Crash course: Ohm's Law for electricians contractor's perspective (part 4)
Crash course on Ohm's Law for electricians contractor's perspective. Field-ready, no fluff.
Why Part 4 Goes Deeper
Parts 1 through 3 covered the equation, the wheel, and basic single-phase loads. Part 4 is where Ohm's Law stops being a classroom exercise and starts paying for your truck. We're talking voltage drop on long runs, conductor sizing under 215.2(A)(1), and the math that keeps you out of trouble on a rough-in inspection.
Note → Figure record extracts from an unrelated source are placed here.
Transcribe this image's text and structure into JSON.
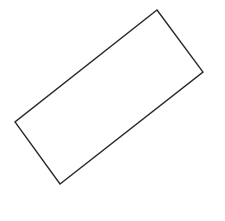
{
  "canvas": {
    "width": 225,
    "height": 221,
    "background": "#ffffff"
  },
  "shapes": [
    {
      "type": "rectangle",
      "rotated": true,
      "points": "157,10 203,72 60,184 15,122",
      "stroke": "#2a2a2a",
      "stroke_width": 1.4,
      "fill": "none"
    }
  ]
}
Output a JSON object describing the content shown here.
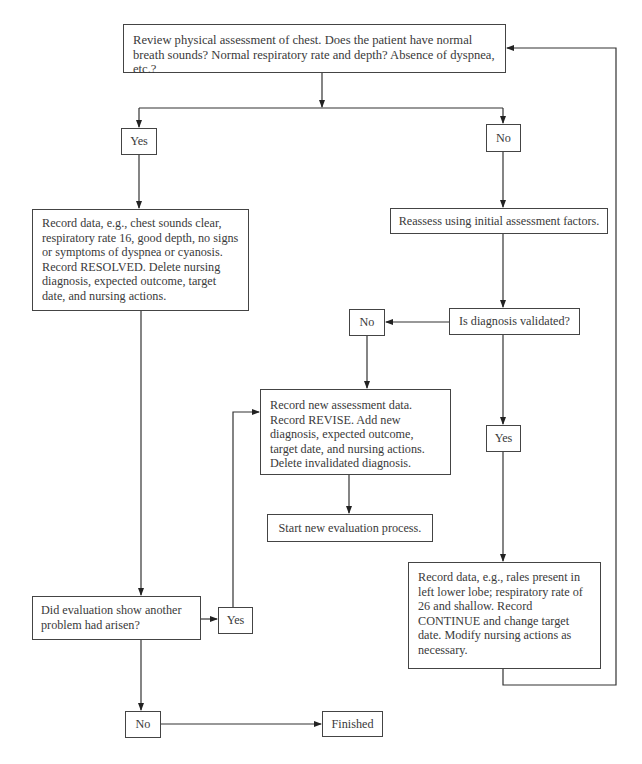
{
  "flowchart": {
    "start": "Review physical assessment of chest. Does the patient have normal breath sounds? Normal respiratory rate and depth? Absence of dyspnea, etc.?",
    "yes_1": "Yes",
    "no_1": "No",
    "resolved": "Record data, e.g., chest sounds clear, respiratory rate 16, good depth, no signs or symptoms of dyspnea or cyanosis. Record RESOLVED. Delete nursing diagnosis, expected outcome, target date, and nursing actions.",
    "reassess": "Reassess using initial assessment factors.",
    "validated_question": "Is diagnosis validated?",
    "no_2": "No",
    "revise": "Record new assessment data. Record REVISE. Add new diagnosis, expected outcome, target date, and nursing actions. Delete invalidated diagnosis.",
    "start_new": "Start new evaluation process.",
    "yes_2": "Yes",
    "continue": "Record data, e.g., rales present in left lower lobe; respiratory rate of 26 and shallow. Record CONTINUE and change target date. Modify nursing actions as necessary.",
    "another_problem_question": "Did evaluation show another problem had arisen?",
    "yes_3": "Yes",
    "no_3": "No",
    "finished": "Finished"
  }
}
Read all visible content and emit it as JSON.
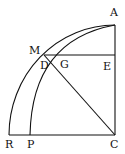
{
  "diagram": {
    "type": "geometric-construction",
    "labels": {
      "A": "A",
      "M": "M",
      "D": "D",
      "G": "G",
      "E": "E",
      "R": "R",
      "P": "P",
      "C": "C"
    },
    "stroke_color": "#111111",
    "background": "#ffffff"
  }
}
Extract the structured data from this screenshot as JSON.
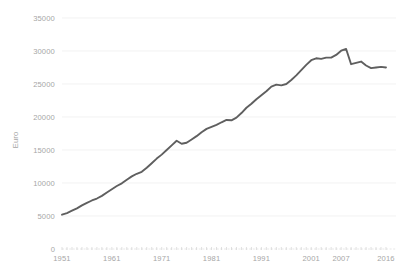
{
  "chart_data": {
    "type": "line",
    "title": "",
    "xlabel": "",
    "ylabel": "Euro",
    "ylim": [
      0,
      35000
    ],
    "xlim": [
      1951,
      2016
    ],
    "grid": true,
    "legend": "none",
    "y_ticks": [
      0,
      5000,
      10000,
      15000,
      20000,
      25000,
      30000,
      35000
    ],
    "y_tick_labels": [
      "0",
      "5000",
      "10000",
      "15000",
      "20000",
      "25000",
      "30000",
      "35000"
    ],
    "x_ticks": [
      1951,
      1961,
      1971,
      1981,
      1991,
      2001,
      2007,
      2016
    ],
    "x_tick_labels": [
      "1951",
      "1961",
      "1971",
      "1981",
      "1991",
      "2001",
      "2007",
      "2016"
    ],
    "series": [
      {
        "name": "Euro",
        "color": "#5f5f5f",
        "line_width": 1.9,
        "x": [
          1951,
          1952,
          1953,
          1954,
          1955,
          1956,
          1957,
          1958,
          1959,
          1960,
          1961,
          1962,
          1963,
          1964,
          1965,
          1966,
          1967,
          1968,
          1969,
          1970,
          1971,
          1972,
          1973,
          1974,
          1975,
          1976,
          1977,
          1978,
          1979,
          1980,
          1981,
          1982,
          1983,
          1984,
          1985,
          1986,
          1987,
          1988,
          1989,
          1990,
          1991,
          1992,
          1993,
          1994,
          1995,
          1996,
          1997,
          1998,
          1999,
          2000,
          2001,
          2002,
          2003,
          2004,
          2005,
          2006,
          2007,
          2008,
          2009,
          2010,
          2011,
          2012,
          2013,
          2014,
          2015,
          2016
        ],
        "values": [
          5200,
          5450,
          5800,
          6150,
          6600,
          7000,
          7350,
          7650,
          8050,
          8550,
          9050,
          9550,
          9950,
          10500,
          11000,
          11400,
          11700,
          12300,
          13000,
          13700,
          14300,
          15000,
          15700,
          16400,
          15950,
          16100,
          16600,
          17100,
          17700,
          18200,
          18500,
          18800,
          19200,
          19550,
          19500,
          19900,
          20600,
          21400,
          22000,
          22700,
          23300,
          23900,
          24600,
          24900,
          24800,
          25000,
          25600,
          26300,
          27100,
          27900,
          28600,
          28900,
          28800,
          29000,
          29000,
          29400,
          30050,
          30300,
          28000,
          28200,
          28400,
          27800,
          27400,
          27500,
          27600,
          27500
        ]
      }
    ]
  },
  "axis": {
    "y_axis_title": "Euro"
  }
}
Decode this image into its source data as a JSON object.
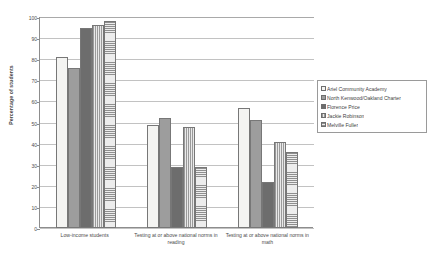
{
  "chart_data": {
    "type": "bar",
    "title": "",
    "xlabel": "",
    "ylabel": "Percentage of students",
    "ylim": [
      0,
      100
    ],
    "ytick_labels": [
      "100",
      "90",
      "80",
      "70",
      "60",
      "50",
      "40",
      "30",
      "20",
      "10",
      "0"
    ],
    "ytick_values": [
      100,
      90,
      80,
      70,
      60,
      50,
      40,
      30,
      20,
      10,
      0
    ],
    "grid": true,
    "legend_position": "right",
    "categories": [
      "Low-income students",
      "Testing at or above national norms in reading",
      "Testing at or above national norms in math"
    ],
    "series": [
      {
        "name": "Ariel Community Academy",
        "values": [
          81,
          49,
          57
        ],
        "fill": "solid-light",
        "color": "#f4f4f2"
      },
      {
        "name": "North Kenwood/Oakland Charter",
        "values": [
          76,
          52,
          51
        ],
        "fill": "dotted-gray",
        "color": "#9d9d9d"
      },
      {
        "name": "Florence Price",
        "values": [
          95,
          29,
          22
        ],
        "fill": "solid-dark",
        "color": "#6d6d6d"
      },
      {
        "name": "Jackie Robinson",
        "values": [
          96,
          48,
          41
        ],
        "fill": "vertical-lines",
        "color": "#d8d8d8"
      },
      {
        "name": "Melville Fuller",
        "values": [
          98,
          29,
          36
        ],
        "fill": "horizontal-lines",
        "color": "#d2d2d2"
      }
    ]
  }
}
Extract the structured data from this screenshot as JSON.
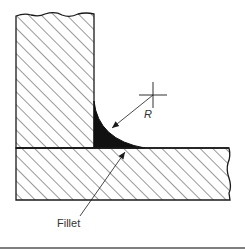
{
  "diagram": {
    "type": "technical-drawing",
    "labels": {
      "radius": "R",
      "fillet": "Fillet"
    },
    "colors": {
      "line": "#1a1a1a",
      "hatch": "#333333",
      "fillet_fill": "#111111",
      "background": "#ffffff",
      "bottom_rule": "#555555"
    },
    "parts": [
      {
        "name": "vertical-member",
        "hatched": true,
        "broken_edge": "top"
      },
      {
        "name": "horizontal-member",
        "hatched": true,
        "broken_edge": "right"
      },
      {
        "name": "fillet",
        "filled": true
      }
    ],
    "annotations": [
      {
        "name": "center-mark",
        "symbol": "crosshair"
      },
      {
        "name": "radius-dimension",
        "text": "R",
        "arrow": "points to fillet arc"
      },
      {
        "name": "fillet-leader",
        "text": "Fillet",
        "arrow": "points to fillet base"
      }
    ]
  }
}
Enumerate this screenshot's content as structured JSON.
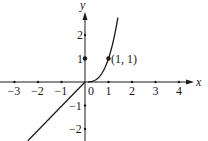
{
  "chart_data": {
    "type": "line",
    "title": "",
    "xlabel": "x",
    "ylabel": "y",
    "xlim": [
      -3.6,
      4.7
    ],
    "ylim": [
      -2.5,
      3.3
    ],
    "grid": false,
    "legend": null,
    "x_ticks": [
      -3,
      -2,
      -1,
      1,
      2,
      3,
      4
    ],
    "x_tick_labels": [
      "−3",
      "−2",
      "−1",
      "1",
      "2",
      "3",
      "4"
    ],
    "y_ticks": [
      2,
      1,
      -1,
      -2
    ],
    "y_tick_labels": [
      "2",
      "1",
      "−1",
      "−2"
    ],
    "origin_label": "0",
    "series": [
      {
        "name": "y = x (x < 0)",
        "x": [
          -2.43,
          0
        ],
        "y": [
          -2.5,
          0
        ]
      },
      {
        "name": "y = x^3 (x >= 0)",
        "x": [
          0.1,
          0.3,
          0.5,
          0.7,
          0.9,
          1.0,
          1.1,
          1.2,
          1.3,
          1.4
        ],
        "y": [
          0.001,
          0.027,
          0.125,
          0.343,
          0.729,
          1.0,
          1.331,
          1.728,
          2.197,
          2.744
        ]
      }
    ],
    "points": [
      {
        "x": 1,
        "y": 1,
        "label": "(1, 1)"
      },
      {
        "x": 0,
        "y": 1,
        "label": ""
      }
    ],
    "annotations": [
      {
        "text": "(1, 1)",
        "x": 1,
        "y": 1
      }
    ]
  },
  "layout": {
    "origin_px": [
      85,
      82
    ],
    "unit_px": 23.5
  },
  "labels": {
    "x_axis": "x",
    "y_axis": "y",
    "origin": "0",
    "point": "(1, 1)"
  },
  "colors": {
    "ink": "#1a1a1a",
    "background": "#ffffff"
  }
}
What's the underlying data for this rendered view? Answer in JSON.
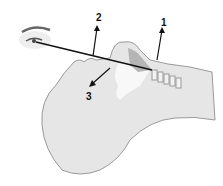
{
  "diagram": {
    "labels": [
      {
        "id": "1",
        "text": "1",
        "x": 161,
        "y": 18
      },
      {
        "id": "2",
        "text": "2",
        "x": 96,
        "y": 13
      },
      {
        "id": "3",
        "text": "3",
        "x": 86,
        "y": 92
      }
    ],
    "colors": {
      "skin": "#e6e6e6",
      "outline": "#9a9a9a",
      "airway": "#b5b5b5",
      "line": "#111111",
      "eye": "#555555"
    }
  }
}
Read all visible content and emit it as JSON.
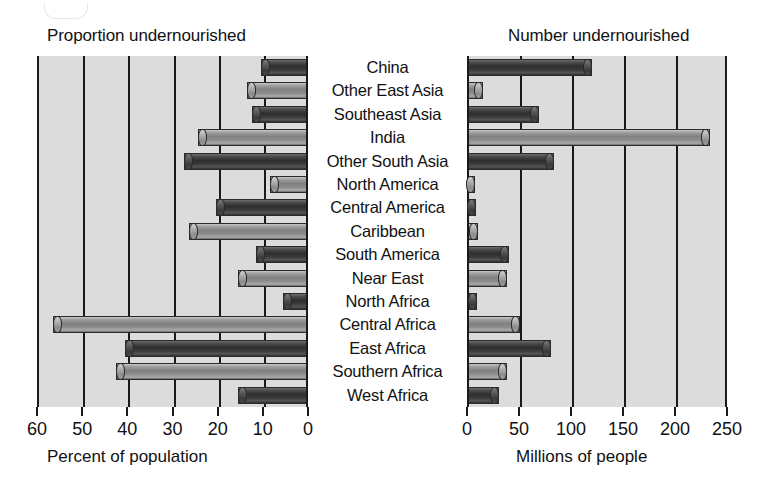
{
  "figure": {
    "left_panel_title": "Proportion undernourished",
    "right_panel_title": "Number undernourished",
    "left_axis_title": "Percent of population",
    "right_axis_title": "Millions of people"
  },
  "chart_data": {
    "type": "bar",
    "orientation": "horizontal",
    "grid": true,
    "legend": "none",
    "categories": [
      "China",
      "Other East Asia",
      "Southeast Asia",
      "India",
      "Other South Asia",
      "North America",
      "Central America",
      "Caribbean",
      "South America",
      "Near East",
      "North Africa",
      "Central Africa",
      "East Africa",
      "Southern Africa",
      "West Africa"
    ],
    "panels": [
      {
        "name": "proportion",
        "title": "Proportion undernourished",
        "xlabel": "Percent of population",
        "ylabel": "",
        "xlim": [
          60,
          0
        ],
        "reversed": true,
        "xticks": [
          60,
          50,
          40,
          30,
          20,
          10,
          0
        ],
        "values": [
          10,
          13,
          12,
          24,
          27,
          8,
          20,
          26,
          11,
          15,
          5,
          56,
          40,
          42,
          15
        ]
      },
      {
        "name": "number",
        "title": "Number undernourished",
        "xlabel": "Millions of people",
        "ylabel": "",
        "xlim": [
          0,
          250
        ],
        "reversed": false,
        "xticks": [
          0,
          50,
          100,
          150,
          200,
          250
        ],
        "values": [
          118,
          13,
          67,
          232,
          82,
          5,
          7,
          9,
          38,
          37,
          8,
          49,
          79,
          37,
          29
        ]
      }
    ]
  },
  "style": {
    "plot_background": "#dcdcdc",
    "axis_color": "#1a1a1a",
    "bar_dark": "#3a3a3a",
    "bar_light": "#9d9d9d",
    "page_background": "#ffffff"
  }
}
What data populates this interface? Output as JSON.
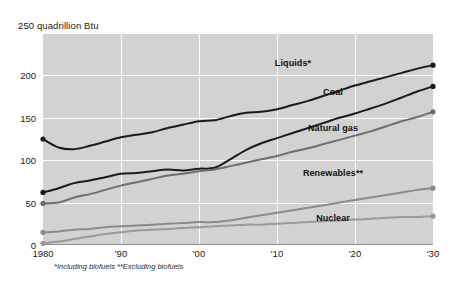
{
  "chart_data": {
    "type": "line",
    "title": "250 quadrillion Btu",
    "xlabel": "",
    "ylabel": "quadrillion Btu",
    "xlim": [
      1980,
      2030
    ],
    "ylim": [
      0,
      250
    ],
    "grid": true,
    "legend_position": "inline-labels",
    "x_ticks": [
      "1980",
      "'90",
      "'00",
      "'10",
      "'20",
      "'30"
    ],
    "x_tick_values": [
      1980,
      1990,
      2000,
      2010,
      2020,
      2030
    ],
    "y_ticks": [
      "0",
      "50",
      "100",
      "150",
      "200",
      "250"
    ],
    "y_tick_values": [
      0,
      50,
      100,
      150,
      200,
      250
    ],
    "x": [
      1980,
      1982,
      1984,
      1986,
      1988,
      1990,
      1992,
      1994,
      1996,
      1998,
      2000,
      2002,
      2004,
      2006,
      2008,
      2010,
      2012,
      2014,
      2016,
      2018,
      2020,
      2022,
      2024,
      2026,
      2028,
      2030
    ],
    "series": [
      {
        "name": "Liquids*",
        "color": "#1a1a1a",
        "values": [
          125,
          115,
          113,
          117,
          122,
          127,
          130,
          133,
          138,
          142,
          146,
          147,
          152,
          156,
          157,
          160,
          165,
          170,
          176,
          182,
          188,
          193,
          198,
          203,
          208,
          212
        ]
      },
      {
        "name": "Coal",
        "color": "#1a1a1a",
        "values": [
          62,
          67,
          73,
          76,
          80,
          84,
          85,
          87,
          89,
          88,
          90,
          91,
          101,
          112,
          120,
          126,
          132,
          138,
          144,
          150,
          155,
          161,
          167,
          174,
          181,
          187
        ]
      },
      {
        "name": "Natural gas",
        "color": "#6e6e6e",
        "values": [
          49,
          50,
          56,
          60,
          65,
          70,
          74,
          78,
          82,
          84,
          87,
          89,
          93,
          97,
          101,
          105,
          110,
          114,
          119,
          124,
          129,
          134,
          140,
          146,
          151,
          157
        ]
      },
      {
        "name": "Renewables**",
        "color": "#8a8a8a",
        "values": [
          15,
          16,
          18,
          19,
          21,
          22,
          23,
          24,
          25,
          26,
          27,
          27,
          29,
          32,
          35,
          38,
          41,
          44,
          47,
          50,
          53,
          56,
          59,
          62,
          65,
          67
        ]
      },
      {
        "name": "Nuclear",
        "color": "#9a9a9a",
        "values": [
          2,
          4,
          7,
          10,
          13,
          15,
          17,
          18,
          19,
          20,
          21,
          22,
          23,
          24,
          24,
          25,
          26,
          27,
          28,
          29,
          30,
          31,
          32,
          33,
          33,
          34
        ]
      }
    ],
    "series_label_positions": [
      {
        "name": "Liquids*",
        "x": 293,
        "y": 63
      },
      {
        "name": "Coal",
        "x": 333,
        "y": 92
      },
      {
        "name": "Natural gas",
        "x": 333,
        "y": 128
      },
      {
        "name": "Renewables**",
        "x": 333,
        "y": 173
      },
      {
        "name": "Nuclear",
        "x": 333,
        "y": 218
      }
    ],
    "endpoint_markers": true,
    "footnote": "*Including biofuels **Excluding biofuels",
    "colors": {
      "plot_background": "#d2d2d2",
      "gridline": "#ffffff",
      "page_background": "#ffffff",
      "text": "#1a1a1a"
    }
  }
}
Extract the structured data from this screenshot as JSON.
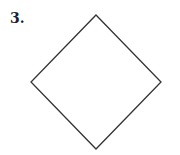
{
  "problem": {
    "number_label": "3.",
    "shape": "diamond",
    "stroke_color": "#333333",
    "vertices": {
      "top": [
        96,
        15
      ],
      "right": [
        161,
        82
      ],
      "bottom": [
        96,
        149
      ],
      "left": [
        31,
        82
      ]
    }
  }
}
Every value you calculate in the field traces back to E = I x R. Memorize it cold. The contractors who eat lunch on time are the ones who can run these numbers in their head while the GC is still asking questions.
Voltage Drop: The Calculation That Saves Callbacks
NEC 210.19(A) Informational Note No. 4 recommends branch circuits not exceed 3% voltage drop, with 5% total combined with the feeder. It's not enforceable as written, but inspectors in jurisdictions that adopted it as a local amendment will fail you. More importantly, motors, LED drivers, and POE switches downstream don't care what the code says. They care about volts at the terminal.
The single-phase formula you actually use on the job:
- VD = (2 x K x I x D) / CM
- K = 12.9 for copper, 21.2 for aluminum (at 75°C)
- D = one-way distance in feet
- CM = circular mils of the conductor (Chapter 9, Table 8)
Three-phase, drop the 2 and multiply by 1.732. Run a 200 ft branch at 20 amps on #12 copper and you're already at roughly 6.4 volts on a 120V circuit, over 5%. Bump to #10 and you cut it nearly in half.
Resistance Isn't Static
Conductor resistance climbs with temperature. Chapter 9, Table 8 lists DC resistance at 75°C, but a conductor pulling near its 310.16 ampacity in a hot attic is hotter than that. For long pulls in conduit fills approaching the 310.15(C)(1) adjustment thresholds, derate first, then check voltage drop on the derated conductor.
Splices, lugs, and loose terminations add resistance you can't see on the print. A 0.05 ohm bad connection on a 30 amp circuit dissipates 45 watts at the lug. That's the hot spot the IR camera finds three years later.
Field tip: if a breaker keeps tripping and the load math checks out, torque every termination on the circuit to the manufacturer's spec before you start swapping breakers. 110.14(D) requires it anyway, and a loose neutral mimics a dozen other faults.
Power Math When the Load Isn't Resistive
P = I x E works clean on heaters and incandescent. The minute you put a motor, VFD, or LED driver on the circuit, power factor enters the picture. True power in watts equals volts times amps times power factor. A 1 HP motor nameplate at 0.85 PF drawing 13 amps at 120V is pulling 1326 VA but only 1127 watts of real work.
For sizing conductors and overcurrent, you size to the VA, not the watts. NEC 430.6(A)(1) tells you to use Table 430.248 for single-phase motor FLA, not the nameplate, for conductor and OCPD sizing. Nameplate is for overload protection only under 430.32.
- Conductors and breakers: Table 430.247 through 430.250
- Overload relays: motor nameplate FLA
- Locked rotor and short circuit: Table 430.251(B)
Putting It Together on a Real Job
Say you're feeding a 7.5 HP, 240V single-phase compressor 175 ft from the panel. Table 430.248 gives 40 amps FLA. Conductor minimum is 125% per 430.22, so 50 amps. A #8 THHN copper handles that at 75°C per 310.16.
Now run voltage drop. VD = (2 x 12.9 x 40 x 175) / 16510 CM for #8 = 10.9 volts, about 4.5% on 240V. Acceptable for a motor branch but tight. Upsize to #6 and you drop to about 2.9%. The cost of the larger wire is less than one service call when the compressor starts nuisance tripping in July.
Field tip: always price voltage drop upgrades into the bid up front. Going back to the customer after the rough to explain why #8 won't work is a margin killer and a trust killer.
The Numbers Worth Memorizing
You don't need to carry a calculator for the common stuff. These are the values that come up on almost every residential and light commercial job. Burn them in.
- 120V x 20A = 2400 VA, 80% continuous = 1920 VA usable per 210.19(A)(1)
- 240V x 30A dryer circuit = 7200 VA, but use 5000 or nameplate per 220.54
- #14 = 15A, #12 = 20A, #10 = 30A at 60°C column, 240.4(D) small conductor rule
- K factor copper: 12.9. Aluminum: 21.2. Memorize both.
- 1.732 is the square root of 3. Every three-phase calc uses it.
Ohm's Law isn't trivia. It's the foundation under every load calc, every conductor pick, every breaker you set. Part 5 will get into three-phase wye and delta math, where neutral current and unbalanced loads start writing their own rules.
Get instant NEC code answers on the job
Join 16,400+ electricians using Ask BONBON for free, fast NEC lookups.